Beijing acts on complaints against airport cabbies
Drivers 'bargain over fares at night, force passengers to share taxis'
Passengers with luggage wait for taxis in cold wind at Beijing Capital International Airport on Feb 3. Jiang Guijia / For China Daily |
Passenger anger at taxi drivers bargaining over night-time fares at Beijing Capital International Airport led to the city's transport authority to issue a new regulation on Thursday on handling complaints against cabbies.
Drivers operating at the airport late at night have also forced passengers to share a cab, despite campaigns by transport authorities to improve taxi services, according to a number of passengers.

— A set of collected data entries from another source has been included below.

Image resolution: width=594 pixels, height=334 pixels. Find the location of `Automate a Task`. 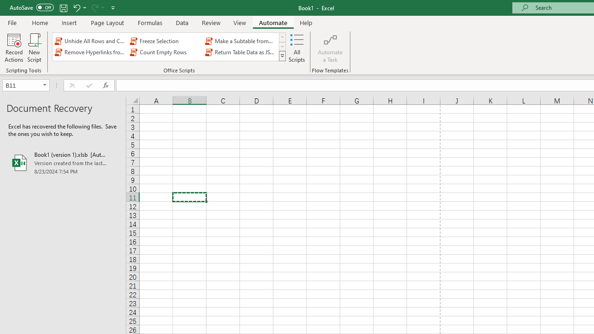

Automate a Task is located at coordinates (330, 47).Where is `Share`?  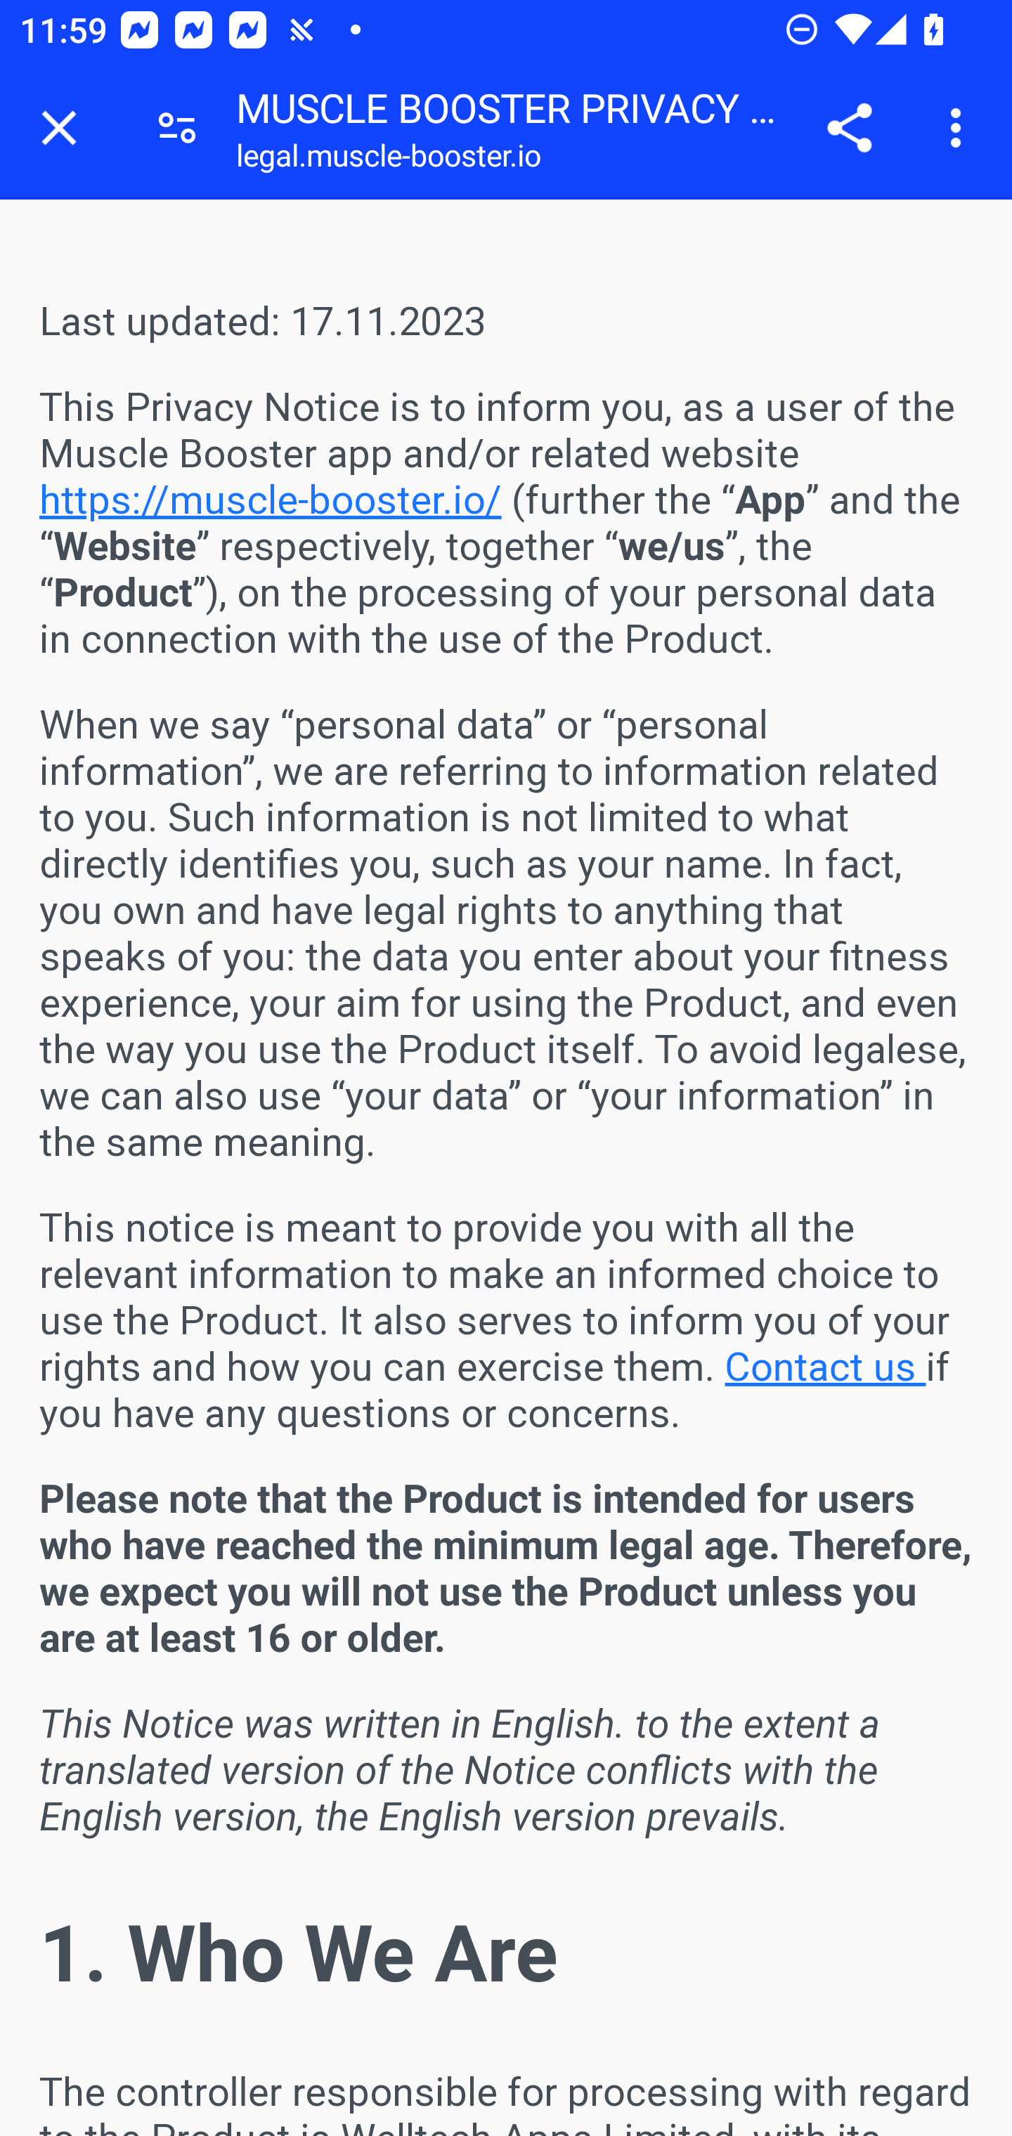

In the regulation that took effect on Thursday, the Beijing Municipal Commission of Transport states that commuters can use letters, e-mails or phone calls to file complaints about taxi services.
The regulation also states that the party receiving the complaints, including taxi companies or transport authorities, must respond within 15 days.
A taxi company could be fined as much as 28,000 yuan ($4,540) if the number of complaints filed by passengers against its drivers in six months is three times, or higher than the average.
Taxis are the preferred choice for passengers arriving at the airport during the night, as the Beijing Subway Airport Express stops running at about 11 pm, with airport shuttle buses only running to the Xidan commercial area and Gongzhufen.
Ma Xiaolin, a veteran journalist and blogger in Beijing, wrote on his micro blog on Sunday that taxi drivers at the airport are asking passengers to share a taxi "with an arrogant attitude" and asking for higher fares from passengers before dawn.
"I learned that those drivers are there every night and nobody seemed to have intervened," he wrote.
Some cabbies at the airport even offer self-made invoices to passengers and lift car trunk lids to avoid monitoring cameras from capturing their license plate numbers, the Beijing News reported on Thursday.
Li Shengbo, a spokesman for the airport, said there is a taxi shortage there during the night, with drivers bargaining over fares a longstanding problem. "But we are only a business corporation and are not authorized to supervise the operation of taxis," he said.
Li called for closer coordination between the law enforcement team from the Beijing Municipal Commission of Transport and the airport to better supervise taxi drivers.
"The problem can only be solved through closer coordination on supervision efforts between us and the supervision authorities in Beijing," he said.
A shortage of taxis before dawn at the airport has long been a problem, as drivers are unwilling to drive to the airport at night, Li said.
Passengers charged more than the normal fare can report the taxi plate number or the driver's operating license number to the service hotline — 96123 — set up by the transport authority.
Liu Nuo, a 29-year-old Beijing resident who makes frequent business trips by air, arrived at the airport at around 1 am on Wednesday and was shocked to see a large number of people waiting in line for a taxi, with no cabs arriving.
Liu said the airport shuttle bus was still operating at that time but was going in a different direction to her home.
She decided against waiting in line and asked her family to pick her up.
Beijing Capital International Airport is the world's second-largest airport based on yearly passenger throughput, with some 80 million individual trips in 2012.